Seattle

Wild Waves Park Poised To Be Swapped For Mega Warehouse In Federal Way

AI Assisted Icon
Published on May 30, 2026
Wild Waves Park Poised To Be Swapped For Mega Warehouse In Federal WaySource: Wikipedia/ Chris Light, CC BY-SA 4.0, via Wikimedia Commons

Wild Waves Theme & Water Park is on track to trade water slides for loading docks. Newly filed plans with the City of Federal Way show the 66-acre site along Enchanted Parkway could be completely cleared to make way for a roughly 1,000,000-square-foot industrial building, a project labeled Podium I-5. The proposal calls for high-capacity warehousing, long-haul truck docks and space for trailer storage. The park is set to run one last season before closing on Nov. 1, 2026, and the landowner says he intends to lease the property to a development firm rather than continue operating the park himself.

What the plans call for

According to FOX 13 Seattle, city filings describe an industrial building of about 1,000,000 square feet, with roughly 98% of the space dedicated to warehouse use and about 2% to offices. City records and technical reports reviewed by the Federal Way Mirror outline a planned height in the 35- to 55-foot range, dock-high loading positioned on the east and west sides, approximately 589 parking spaces for cars and 327 stalls for trailers. A geotechnical summary submitted with the application lists the building footprint at around 1,033,680 square feet and sketches out anticipated tree removal and drainage work needed to prep the site for redevelopment.

Owner and developer

Property owner Jeff Stock, who has held the Wild Waves site for decades, told the Mirror he considered other ideas for the land, including hotels and convention facilities, before settling on an industrial project. He plans to lease the property to Panattoni, which would handle construction and manage relationships with future tenants, although Stock says he will keep final say over who those tenants are. “I’m trying to make it good for the city,” Stock told the Federal Way Mirror. No main tenant has been identified in the public filings so far.

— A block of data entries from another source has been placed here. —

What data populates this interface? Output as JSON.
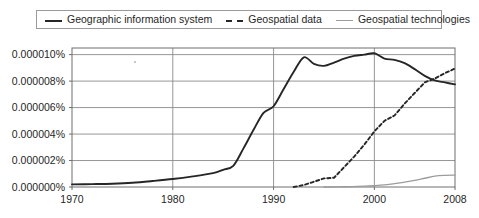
{
  "legend": {
    "position": "top",
    "items": [
      {
        "label": "Geographic information system",
        "style": "solid-dark",
        "color": "#262626"
      },
      {
        "label": "Geospatial data",
        "style": "dashed-dark",
        "color": "#262626"
      },
      {
        "label": "Geospatial technologies",
        "style": "solid-gray",
        "color": "#9c9c9c"
      }
    ]
  },
  "chart_data": {
    "type": "line",
    "title": "",
    "subtitle": "",
    "xlabel": "",
    "ylabel": "",
    "xlim": [
      1970,
      2008
    ],
    "ylim": [
      0.0,
      1.05e-05
    ],
    "grid": true,
    "y_tick_labels": [
      "0.000010%",
      "0.000008%",
      "0.000006%",
      "0.000004%",
      "0.000002%",
      "0.000000%"
    ],
    "y_tick_values": [
      1e-05,
      8e-06,
      6e-06,
      4e-06,
      2e-06,
      0.0
    ],
    "x_tick_labels": [
      "1970",
      "1980",
      "1990",
      "2000",
      "2008"
    ],
    "x_tick_values": [
      1970,
      1980,
      1990,
      2000,
      2008
    ],
    "series": [
      {
        "name": "Geographic information system",
        "style": "solid",
        "color": "#262626",
        "x": [
          1970,
          1972,
          1974,
          1976,
          1978,
          1980,
          1982,
          1984,
          1985,
          1986,
          1987,
          1988,
          1989,
          1990,
          1991,
          1992,
          1993,
          1994,
          1995,
          1996,
          1997,
          1998,
          1999,
          2000,
          2001,
          2002,
          2003,
          2004,
          2005,
          2006,
          2007,
          2008
        ],
        "y": [
          2e-07,
          2.2e-07,
          2.5e-07,
          3.2e-07,
          4.5e-07,
          6e-07,
          8e-07,
          1.05e-06,
          1.3e-06,
          1.6e-06,
          2.9e-06,
          4.3e-06,
          5.6e-06,
          6.1e-06,
          7.4e-06,
          8.7e-06,
          9.8e-06,
          9.3e-06,
          9.15e-06,
          9.4e-06,
          9.7e-06,
          9.9e-06,
          1e-05,
          1.01e-05,
          9.7e-06,
          9.6e-06,
          9.35e-06,
          8.9e-06,
          8.4e-06,
          8.05e-06,
          7.9e-06,
          7.75e-06
        ]
      },
      {
        "name": "Geospatial data",
        "style": "dashed",
        "color": "#262626",
        "x": [
          1992,
          1993,
          1994,
          1995,
          1996,
          1997,
          1998,
          1999,
          2000,
          2001,
          2002,
          2003,
          2004,
          2005,
          2006,
          2007,
          2008
        ],
        "y": [
          0.0,
          1.5e-07,
          4e-07,
          6.5e-07,
          7e-07,
          1.5e-06,
          2.3e-06,
          3.2e-06,
          4.2e-06,
          5e-06,
          5.4e-06,
          6.3e-06,
          7.1e-06,
          7.9e-06,
          8.2e-06,
          8.6e-06,
          8.95e-06
        ]
      },
      {
        "name": "Geospatial technologies",
        "style": "solid",
        "color": "#9c9c9c",
        "x": [
          1995,
          1997,
          1999,
          2000,
          2001,
          2002,
          2003,
          2004,
          2005,
          2006,
          2007,
          2008
        ],
        "y": [
          0.0,
          2e-08,
          6e-08,
          1e-07,
          1.6e-07,
          2.6e-07,
          3.6e-07,
          5e-07,
          6.6e-07,
          8.2e-07,
          8.8e-07,
          9e-07
        ]
      }
    ]
  },
  "colors": {
    "axis": "#6e6e6e",
    "grid": "#8a8a8a",
    "plot_background": "#ffffff",
    "text": "#1f1f1f"
  }
}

How the site was made available

The shift toward industrial use traces back to a 2023 amendment to the park’s development agreement that lifted a cap on warehouse activity and extended the agreement through 2053, according to the state Department of Ecology’s SEPA record. State SEPA documents show the city’s environmental review also flagged possible frontage improvements along Enchanted Parkway South and Milton Road South. The park operator has said that rising operating costs in the years following the COVID-19 pandemic pushed the decision to close after the 2026 season, a point first reported by The News Tribune.

What’s next

Developers have already submitted permits that cover tree conservation plans, wetland and fish-and-wildlife habitat evaluations, and geotechnical and fill-and-grade work. That paperwork officially starts the clock on city review and opens the door for public comment, according to reporting by the Courier-Herald. City staff are calling for street-frontage upgrades on nearby roads to accommodate increased truck traffic, and the wider area is already drawing more industrial proposals; a public land-use hearing on related Woodbridge Corporate Park projects is set for June 8, according to public filings. For now, Podium I-5 remains a proposal, and the future of the Wild Waves property will ultimately hinge on the permit process, environmental review and any challenges from neighboring residents or businesses.